Hack the Router

A Router Reclaimation Journey

I enjoy repurposing devices where I can, and one of the devices in my junk pile is a “gaming” router with plenty of marketing specs to boast. And I’ve used this as a router in the past, it’s a decent consumer quality router, able to be quickly setup and silently do it’s job in the corner, broadcasting ssids, and handling the occasional pc plugged in through ethernet.

I’m not very satisfied with that though. This device has a braodcomm b4908 soc, and a gig of ram and 8 ports. Nothing crazy by most standards, but it’s extravagent for my favorite flavor of CFW for consumer routers, OpenWRT. Adding openwrt would allow me better granularity, and run plenty of network services such as vpns and dns over https/tls. I really just want a single place to manage my network and related services, as I haven’t outgrown 8 gigabit ports, this would be fantastic for that.

Performance on stock firmware is fine, just built for the lowest common denominator and no longer supported. And to be fair OpenWRT does have build targets for this soc, and I’ve sucessfully flashed it.

But absolutely no wifi…

In the end I put this project on the maybe one day bucket for now. It’s been great to learn more about building linux kernels from source, learning how a large open source project with many build targets like OpenWRT manages each individual change, and embedded linux as a topic.

Feel free to check out and stop reading here. The rest is all about my struggles to get something resembling wifi functionality on a ASUS GT-5300 GAMING router and is mostly a rant at this point. Editing this would mean more time spent on this project so I’m typing my frustrations to the ether (or whatever IEEE standard for a straight to /dev/null network is).

Preamble rant, this would be so much easier if Broadcom cared to share firmware or even a scrap of documentation. I wouldn’t have a router equivalent of a muscle car with bike pedals. I wouldn’t be going down this path if the firewall option on this router was more than a yes or no checkbox, Asus…

Asus actually does have some more prosumer features, like having a built in vpn config option, ability to create guest networks, and even being able to ssh into your own router. Theoretically most things I would want to do would be possible through the terminal on the router. But besides being really good at knowing when to quit (big sarcasm), I’m not managing vlans, bridges and vpn connections through a terminal on a read only filesystem loaded into ram.

No matter how good I get at Ansible, I’m going to move on before I get curious enough to try something.

Stock firmware bad, especially when it might as well be abandoned. OpenWRT good, so much more functionality and security from being updated.

Since we already have a openwrt build for this router, what is missing? I’m sure the chip isn’t fully documented, but I really just want wifi hardware support. The wifi on this router is actually really strong. Still transmitting out on 802.11ac, although a part of “Wave 2” and implements some non standard features (NitroQAM) which actually help it stay fairly modern.
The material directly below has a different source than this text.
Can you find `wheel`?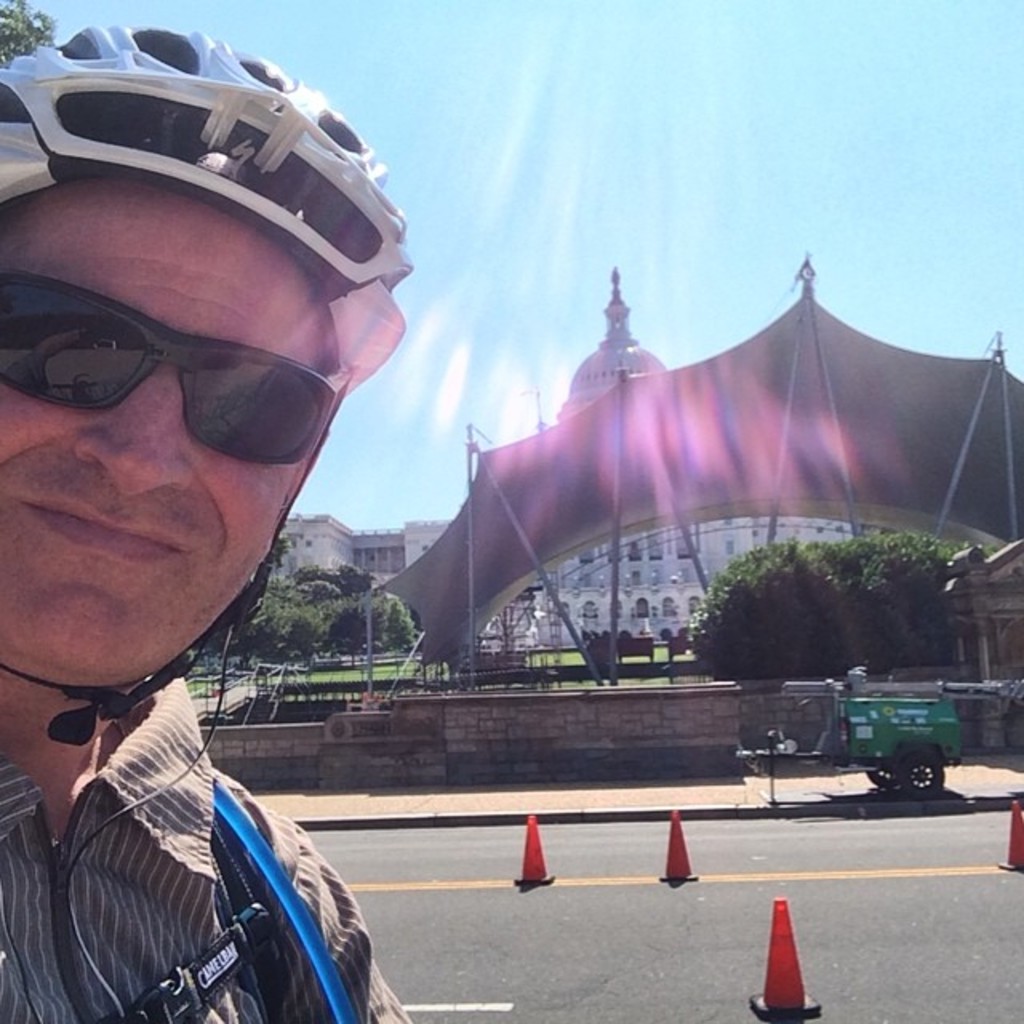
Yes, bounding box: box=[870, 758, 901, 792].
It has 3 bands, one 2.4 and two 5ghz with 4x4 mu-mimo, which can acheieve near gigabit wifi speeds in good conditions (read, right next to router). It’s been fantastic as a wifi ap, supporting data heavy streams with very low latency.

Sorry, I’m still ranting, still miffed, and still mourning this hardware.

Wifi hardware support requires soc communication bus to be defined in a device tree, drivers to be correctly loaded, and recognized by openwrt. Easy stuff right?

Here’s where I’m lost

Device trees can be scraped from other projects, (legality respected) and even extracted from a device which you have terminal root access. I have terminal root access through ssh. Yay!

I’ve built and tried a few different dts builds in openwrt, but that hasn’t gotten me anywhere new yet. I don’t know enough about reverse engineering a device soc and debugging patched changes without documentation in a non destructive way. And I’m not sanding and splicing in with logic analyzers and oscilloscopes for this project.

Really this stop is coming from a lack of knowledge. This is my first time putting together a device tree, my first time building OpenWRT with my own patches, really my first time even running into hardware level pcie in a project.

I heavily suspect this router is using a pcie bus for each wifi soc/band. Maybe a serdes possibly, but all crumbs of documentation and device trees point to 3 pcie buses built into this chip. I’ve defined them in a device tree, but no dice as far as where to go from here. There’s also some DMA stuff coming up in dmesg when defining pcie, but again, another topic I am pretty fresh to.

Another thread to pull at is finding io mapped to memory defined in a compiled firmware somewhere in the system. Still not great at sniffing around a system yet though. Especially since I’ll have to compile any software not already built in to the firmware. Python might be a good idea.

If you’ve read this far and have some ideas for me, feel free to email me derek@sysdev.engineer
I’d love to give this router a brand new lease on life and tons more life.

I may pick this up in the future, I want to learn much more about low level hardware, this just might be a difficult place for someone at my current stage.

Also I heart Obsidian for notetaking, notes don’t come easy to me, turned into a really useful tool for this project.